Walking The Native Plant Walk

On the drive to work on Tuesday (which admittedly is so short I’m surprised I was able to hear this story at all!) I was listening to my local public radio affiliate. Of course they were in the middle of the quarterly fund raising drive so that means I was even more blessed to hear this story!

Here in Connecticut we have a Native Plant nursery. I’ve known about it for some time. What I didn’t know was the story behind it. It was founded, apparently, when the owners were working on a wetlands restoration project and had to drive some 9 hours round-trip to get some plants native to Connecticut (they are lucky they only had to go to the New Jersey Pine Barrens–another ecologically threatened region–more about that on Monday!)

The story I heard (the link to the story, which you can read about here and even listen to) was made even more amazing because the couple, Kyle and Lisa Turoczi, uses natives not only to garden for and with traditional wildlife, but to develop something called a “rabbitat.”

Here in New England, our native rabbit, the New England cottontail, is disappearing, being displaced by a similar but non-native rabbit called the Eastern cottontail. It’s a wildlife story that is happening all over and across all habitats–I read just yesterday about a disagreement among anglers about stocking rivers with trout and whether that is displacing our native trout.

(Should you care to learn more about the native New England cottontail, it has its own web site, of course, which can be found here).

I garden for a lot of wildlife, but the idea of gardening for a native rabbit has never occurred to me.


PROBLEM
Return the data below exactly, but only from the line containing "This screenshot has height=472, width=1087." through the line containing "Image resolution: width=1094", with both of those lines included.

####

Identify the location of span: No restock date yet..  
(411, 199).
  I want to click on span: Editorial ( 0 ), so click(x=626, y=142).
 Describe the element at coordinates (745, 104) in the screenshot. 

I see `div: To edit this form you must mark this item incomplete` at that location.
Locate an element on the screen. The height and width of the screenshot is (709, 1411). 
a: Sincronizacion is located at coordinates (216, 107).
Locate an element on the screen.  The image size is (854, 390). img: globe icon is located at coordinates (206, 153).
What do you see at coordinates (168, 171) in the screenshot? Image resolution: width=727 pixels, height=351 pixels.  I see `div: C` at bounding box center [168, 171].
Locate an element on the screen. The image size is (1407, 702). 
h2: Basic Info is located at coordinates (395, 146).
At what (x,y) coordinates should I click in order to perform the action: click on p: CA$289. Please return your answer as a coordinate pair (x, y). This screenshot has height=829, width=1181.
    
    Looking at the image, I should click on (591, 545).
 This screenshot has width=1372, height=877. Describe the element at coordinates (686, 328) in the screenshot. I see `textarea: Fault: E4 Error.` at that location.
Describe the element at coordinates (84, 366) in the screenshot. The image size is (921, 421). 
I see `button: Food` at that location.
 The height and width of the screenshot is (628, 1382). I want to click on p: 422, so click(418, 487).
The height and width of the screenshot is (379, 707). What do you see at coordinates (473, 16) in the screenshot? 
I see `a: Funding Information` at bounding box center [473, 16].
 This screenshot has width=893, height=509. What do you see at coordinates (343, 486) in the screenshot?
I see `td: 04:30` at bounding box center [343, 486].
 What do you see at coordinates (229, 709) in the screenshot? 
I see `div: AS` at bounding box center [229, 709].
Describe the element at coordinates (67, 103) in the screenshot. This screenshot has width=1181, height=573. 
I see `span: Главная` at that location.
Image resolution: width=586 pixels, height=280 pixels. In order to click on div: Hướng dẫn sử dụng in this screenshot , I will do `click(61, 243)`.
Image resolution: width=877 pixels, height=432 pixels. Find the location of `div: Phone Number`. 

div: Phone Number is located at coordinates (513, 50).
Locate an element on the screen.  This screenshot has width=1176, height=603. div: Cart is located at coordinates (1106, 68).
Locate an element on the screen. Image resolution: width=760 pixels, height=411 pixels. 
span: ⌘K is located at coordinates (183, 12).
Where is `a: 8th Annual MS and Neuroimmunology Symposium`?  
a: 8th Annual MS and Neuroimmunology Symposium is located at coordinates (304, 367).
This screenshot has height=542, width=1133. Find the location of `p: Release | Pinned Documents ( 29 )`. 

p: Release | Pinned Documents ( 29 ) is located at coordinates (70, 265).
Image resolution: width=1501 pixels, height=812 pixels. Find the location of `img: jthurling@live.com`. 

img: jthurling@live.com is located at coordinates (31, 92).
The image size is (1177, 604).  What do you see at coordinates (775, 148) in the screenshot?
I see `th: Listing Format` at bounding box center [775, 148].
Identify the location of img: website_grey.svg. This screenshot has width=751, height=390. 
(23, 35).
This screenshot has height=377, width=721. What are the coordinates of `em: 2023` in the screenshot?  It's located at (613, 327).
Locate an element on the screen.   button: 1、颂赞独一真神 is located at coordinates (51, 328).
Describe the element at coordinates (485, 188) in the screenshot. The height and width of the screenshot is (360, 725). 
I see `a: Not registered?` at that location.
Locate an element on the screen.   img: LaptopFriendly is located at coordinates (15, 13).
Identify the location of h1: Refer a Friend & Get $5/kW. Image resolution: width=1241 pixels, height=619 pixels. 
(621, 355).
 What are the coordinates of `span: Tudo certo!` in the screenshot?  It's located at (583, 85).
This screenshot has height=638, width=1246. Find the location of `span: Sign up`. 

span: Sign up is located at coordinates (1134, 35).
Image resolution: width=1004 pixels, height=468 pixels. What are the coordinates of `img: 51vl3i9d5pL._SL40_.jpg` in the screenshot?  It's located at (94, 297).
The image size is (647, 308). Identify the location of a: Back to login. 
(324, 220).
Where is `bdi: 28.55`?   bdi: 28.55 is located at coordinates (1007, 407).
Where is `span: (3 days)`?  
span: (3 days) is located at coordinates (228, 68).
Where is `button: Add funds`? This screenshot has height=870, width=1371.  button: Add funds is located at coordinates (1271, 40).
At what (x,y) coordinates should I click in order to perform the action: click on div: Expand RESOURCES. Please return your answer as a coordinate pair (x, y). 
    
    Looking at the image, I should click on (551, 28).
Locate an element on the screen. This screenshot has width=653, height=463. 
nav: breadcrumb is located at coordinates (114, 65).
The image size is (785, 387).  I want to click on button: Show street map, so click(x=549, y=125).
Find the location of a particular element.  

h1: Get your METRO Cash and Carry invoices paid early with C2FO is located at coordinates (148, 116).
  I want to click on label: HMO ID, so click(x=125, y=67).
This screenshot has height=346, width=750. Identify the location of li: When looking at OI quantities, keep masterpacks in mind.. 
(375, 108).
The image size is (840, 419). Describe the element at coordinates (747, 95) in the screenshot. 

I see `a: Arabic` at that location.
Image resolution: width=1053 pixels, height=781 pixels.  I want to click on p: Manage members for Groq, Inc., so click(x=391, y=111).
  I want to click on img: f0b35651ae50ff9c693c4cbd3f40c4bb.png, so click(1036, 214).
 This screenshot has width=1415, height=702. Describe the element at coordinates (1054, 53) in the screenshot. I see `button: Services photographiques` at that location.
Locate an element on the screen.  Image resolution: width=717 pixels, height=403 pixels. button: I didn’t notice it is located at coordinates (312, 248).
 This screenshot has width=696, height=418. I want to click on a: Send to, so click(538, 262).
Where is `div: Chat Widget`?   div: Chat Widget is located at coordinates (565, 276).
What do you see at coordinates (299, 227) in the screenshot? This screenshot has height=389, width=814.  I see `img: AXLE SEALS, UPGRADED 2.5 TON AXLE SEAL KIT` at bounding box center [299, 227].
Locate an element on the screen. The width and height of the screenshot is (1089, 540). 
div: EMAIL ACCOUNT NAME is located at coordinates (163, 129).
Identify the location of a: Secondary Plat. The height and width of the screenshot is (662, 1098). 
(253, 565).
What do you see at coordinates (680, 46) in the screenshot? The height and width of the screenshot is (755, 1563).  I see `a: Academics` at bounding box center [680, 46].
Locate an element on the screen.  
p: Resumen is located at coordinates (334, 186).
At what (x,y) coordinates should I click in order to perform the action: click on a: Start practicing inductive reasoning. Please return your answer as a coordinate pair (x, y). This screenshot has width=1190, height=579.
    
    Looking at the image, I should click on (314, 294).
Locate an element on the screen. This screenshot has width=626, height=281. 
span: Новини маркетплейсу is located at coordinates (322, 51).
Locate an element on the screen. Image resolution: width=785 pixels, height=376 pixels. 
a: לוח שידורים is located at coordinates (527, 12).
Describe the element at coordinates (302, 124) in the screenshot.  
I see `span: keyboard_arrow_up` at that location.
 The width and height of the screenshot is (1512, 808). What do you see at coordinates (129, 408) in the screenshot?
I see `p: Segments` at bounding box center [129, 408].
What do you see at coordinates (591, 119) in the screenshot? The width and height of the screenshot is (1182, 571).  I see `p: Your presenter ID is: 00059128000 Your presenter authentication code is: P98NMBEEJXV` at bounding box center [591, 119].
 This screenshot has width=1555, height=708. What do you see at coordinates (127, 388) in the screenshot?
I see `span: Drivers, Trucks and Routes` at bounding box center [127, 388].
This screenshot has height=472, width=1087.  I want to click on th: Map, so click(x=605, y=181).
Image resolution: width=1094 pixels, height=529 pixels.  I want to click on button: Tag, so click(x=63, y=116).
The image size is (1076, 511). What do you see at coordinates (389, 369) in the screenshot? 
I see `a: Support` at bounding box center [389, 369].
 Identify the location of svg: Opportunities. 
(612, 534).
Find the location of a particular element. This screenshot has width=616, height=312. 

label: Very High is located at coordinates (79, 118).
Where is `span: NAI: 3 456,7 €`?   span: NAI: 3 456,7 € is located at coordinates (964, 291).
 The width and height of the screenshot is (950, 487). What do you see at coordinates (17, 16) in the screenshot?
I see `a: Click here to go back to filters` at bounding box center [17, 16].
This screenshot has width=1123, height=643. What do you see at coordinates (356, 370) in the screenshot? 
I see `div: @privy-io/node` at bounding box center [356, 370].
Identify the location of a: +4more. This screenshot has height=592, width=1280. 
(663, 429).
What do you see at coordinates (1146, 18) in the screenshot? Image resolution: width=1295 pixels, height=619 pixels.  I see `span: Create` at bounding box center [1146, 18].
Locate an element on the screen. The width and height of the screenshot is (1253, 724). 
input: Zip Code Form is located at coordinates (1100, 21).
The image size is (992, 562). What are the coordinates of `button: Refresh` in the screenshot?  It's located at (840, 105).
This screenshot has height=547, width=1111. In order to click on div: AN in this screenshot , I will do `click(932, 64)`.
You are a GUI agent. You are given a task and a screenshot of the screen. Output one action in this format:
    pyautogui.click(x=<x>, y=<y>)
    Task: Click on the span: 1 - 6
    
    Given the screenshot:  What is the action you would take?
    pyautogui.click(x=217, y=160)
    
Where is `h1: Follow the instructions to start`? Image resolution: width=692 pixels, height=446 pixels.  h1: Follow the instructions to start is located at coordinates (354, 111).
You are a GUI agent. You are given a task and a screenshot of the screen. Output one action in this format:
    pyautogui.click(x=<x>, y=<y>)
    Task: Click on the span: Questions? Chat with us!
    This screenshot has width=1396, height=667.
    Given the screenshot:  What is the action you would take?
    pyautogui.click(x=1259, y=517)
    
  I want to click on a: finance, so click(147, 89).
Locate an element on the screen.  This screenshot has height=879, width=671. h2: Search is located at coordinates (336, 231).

####

SOLUTION FOR THIS PROBLEM
This screenshot has height=472, width=1087.  I want to click on th: Map, so click(x=605, y=181).
Image resolution: width=1094 pixels, height=529 pixels.  I want to click on button: Tag, so click(x=63, y=116).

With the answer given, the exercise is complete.